The unequivocal relationship of photography with the world, within that immeasurable spectrum that stretches from its invention to today’s vertiginous hyper-technological present of multiple hypotheses, is reinterpreted by David Sisso through a practical awareness that is as rigorously reflective as it is experimental. Employing procedures that combine indispensable orthodoxy with the dynamics of the unforeseen, the artist adopts a proactive equidistance between the use of the device’s mechanical resources and apparatus, the actions, reactions, and equations of drawing and graphic elements, and an extremely subtle initial relationship with the object. Stripped of its condition as a mere referent, Sisso imposes upon it an almost alchemical derivation, multiplying it into diversified appearances of an unnamable morphology.

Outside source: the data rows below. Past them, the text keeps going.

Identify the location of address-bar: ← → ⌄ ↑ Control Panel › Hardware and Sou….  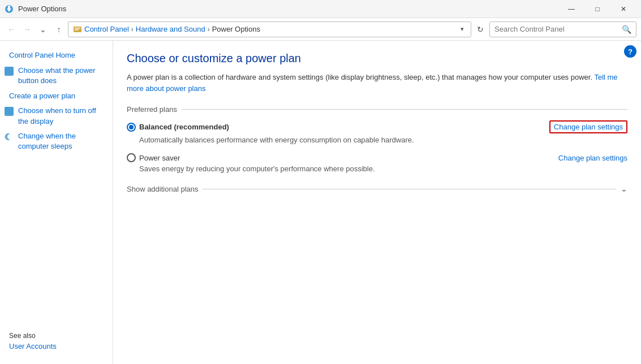
(320, 29).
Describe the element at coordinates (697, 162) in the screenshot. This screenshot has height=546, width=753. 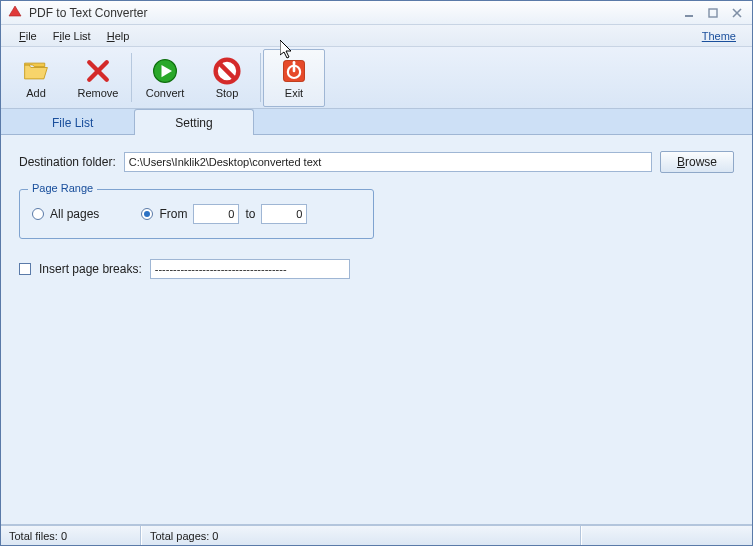
I see `browse-button: Browse` at that location.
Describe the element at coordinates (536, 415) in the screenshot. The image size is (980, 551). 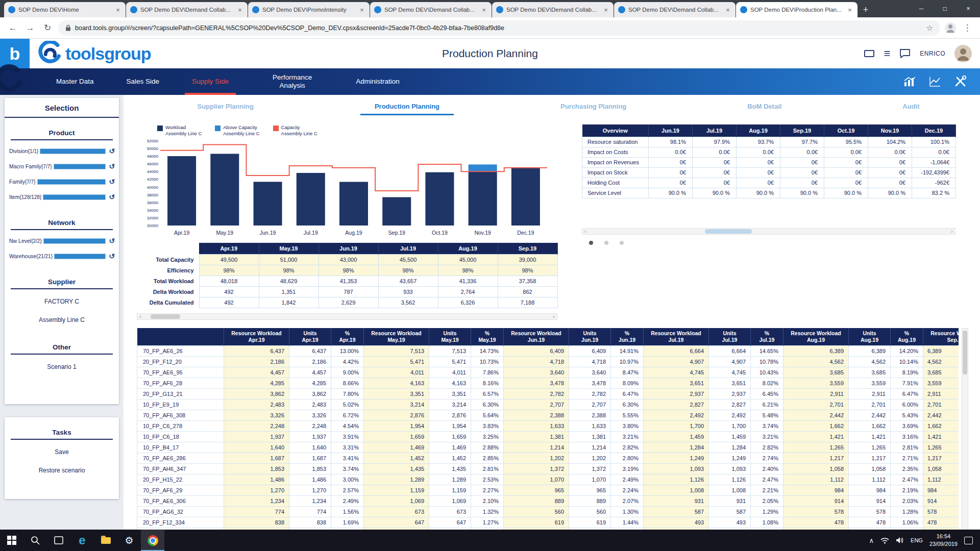
I see `resource-workload-cell: 2,388` at that location.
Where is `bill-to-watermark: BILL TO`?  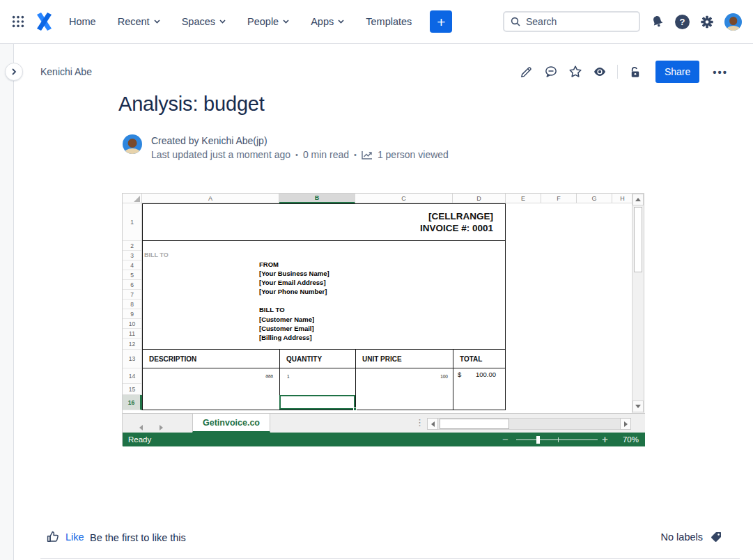 bill-to-watermark: BILL TO is located at coordinates (156, 255).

The series titled Aproximaciones discreetly unsettles those who allow themselves to be carried away by the lucid appeal of synthetic geometric equations, which Sisso has rendered here as inadequate for any two-dimensional reading and yet prone to eventually reveal themselves as corporeal. A delicate modulation of alterations in the luminous value of the plane envelops with intangible evanescence that which threatens to become the paradoxical shadow of an uncertain element—at once object, cut, depth, and surface.
In another optical register, the works announced as Grafismos generativos unfold a fascinating interweaving of grids, waves, folds, and oscillations, animated by the linear energy of a kineticism that arises equally from the richest manual sensoriality and from the structural resources embedded in technological programs and rules.
Similarly, the ensemble presented as Deriva offers the systematic counterpoint of a language of signs that seems to expand and concentrate simultaneously, in precise conjugation with the proportions of the plane.
Orchestrated as a “suite” of essays or projective inventions, this harmonious interplay of graphic patterns, perimeter cutouts, spatial simulacra, and illusions of planimetric three-dimensionality seems to propose to the receptive gaze a kinetic game of exchanges, resonances, and multiple allusions—almost as an analogy of the stimulating and festive poetics that define David Sisso, encapsulated in the title he chose for this exhibition: that small word, Ludi, with a resonance as expansive as it is mysterious.